Page(s): 5 (1450 words) Sources: 7 Document #:91505486

All without distinction were branded as fanatics and phantasts; not only those, whose wild and exorbitant imaginations had actually engendered only extravagant and grotesque phantasms, and whose productions were, for the most part, poor copies and gross caricatures of genuine inspiration; but the truly inspired likewise, the originals themselves. And this for no other reason, but because they were the……

References

By mid-century, however, these forces in the use of grotesque in prose were fully integrated as a matter of style. We can contrast two convenient examples from mid-century England, in Dickens's 1850 novel David Copperfield, compared with Carlyle's notorious essay originally published in 1849 under the title "Occasional Discourse on the Negro Question." Dickens is, of course, the great master of the grotesque in the Victorian novel. Most of Dickens' villains -- the villainous dwarf Quilp in The Old Curiosity Shop, the hunchback Flintwinch in Little Dorrit, the junkshop-proprietor Krook who perishes of spontaneous combustion in Bleak House -- have names and physical characteristics that signpost them as near-perfect examples of the grotesque. The notion that this grotesquerie is, in some way, related to the streak of social criticism in Dickens' fiction is somewhat attractive, because even the social problems in these novels are configured in ways that recall the grotesque, like the Circumlocution Office in Little Dorrit, Boffin's mammoth dust-heap in Our Mutual Friend, or the philanthropist and negligent mother Mrs. Jellaby in Bleak House who proves Dickens' polemical point about charity beginning at home by being rather grotesquely eaten by the cannibals of Borrioboola-Gha.

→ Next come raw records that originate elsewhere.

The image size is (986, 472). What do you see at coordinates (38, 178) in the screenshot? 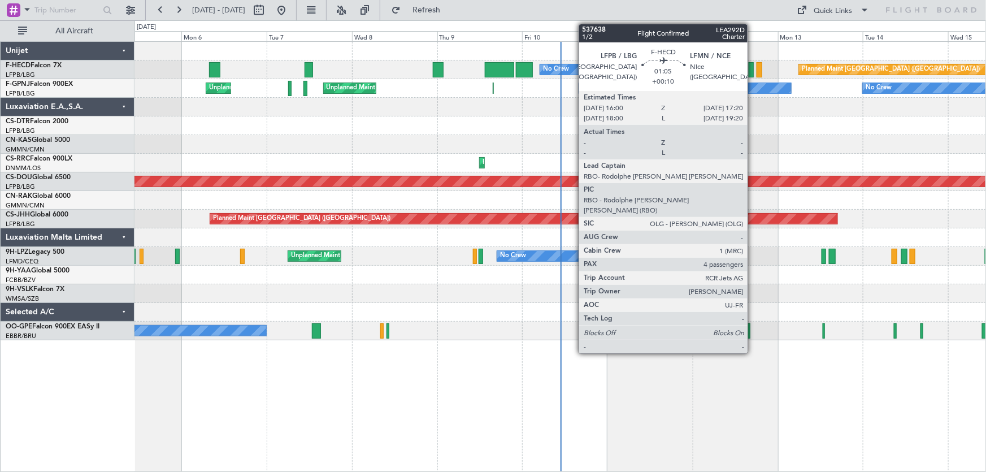
I see `a: CS-DOUGlobal 6500` at bounding box center [38, 178].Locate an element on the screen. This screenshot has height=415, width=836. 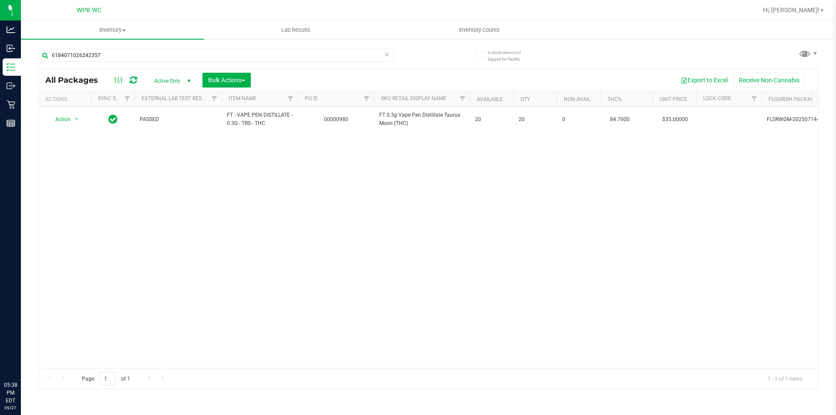
span: Inventory Counts is located at coordinates (480, 30).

We can see Dickens' grotesque in a less outlandish form, but still recognizable as grotesque, in the introduction of the villainous Uriah Heep in Chapter 15 of David Copperfield:

When the pony-chaise stopped at the door, and my eyes were intent upon the house, I saw a cadaverous face appear at a small window on the ground floor (in a little round tower that formed one side of the house), and quickly disappear. The low arched door then opened, and the face came out. It was quite as cadaverous as it had looked in the window, though in the grain of it there was that tinge of red which is sometimes to be observed in the skins of red-haired people. It belonged to a red-haired person -- a youth of fifteen, as I take it now, but looking much older -- whose hair was cropped as close as the closest stubble; who had hardly any eyebrows, and no eyelashes, and eyes of a red-brown, so unsheltered and unshaded, that I remember wondering how he went to sleep. He was high-shouldered and bony; dressed in decent black, with a white wisp of a neckcloth; buttoned up to the throat; and had a long, lank, skeleton hand, which particularly attracted my attention, as he stood at the pony's head, rubbing his chin with it, and looking up at us in the chaise. (Dickens, Chapter 15)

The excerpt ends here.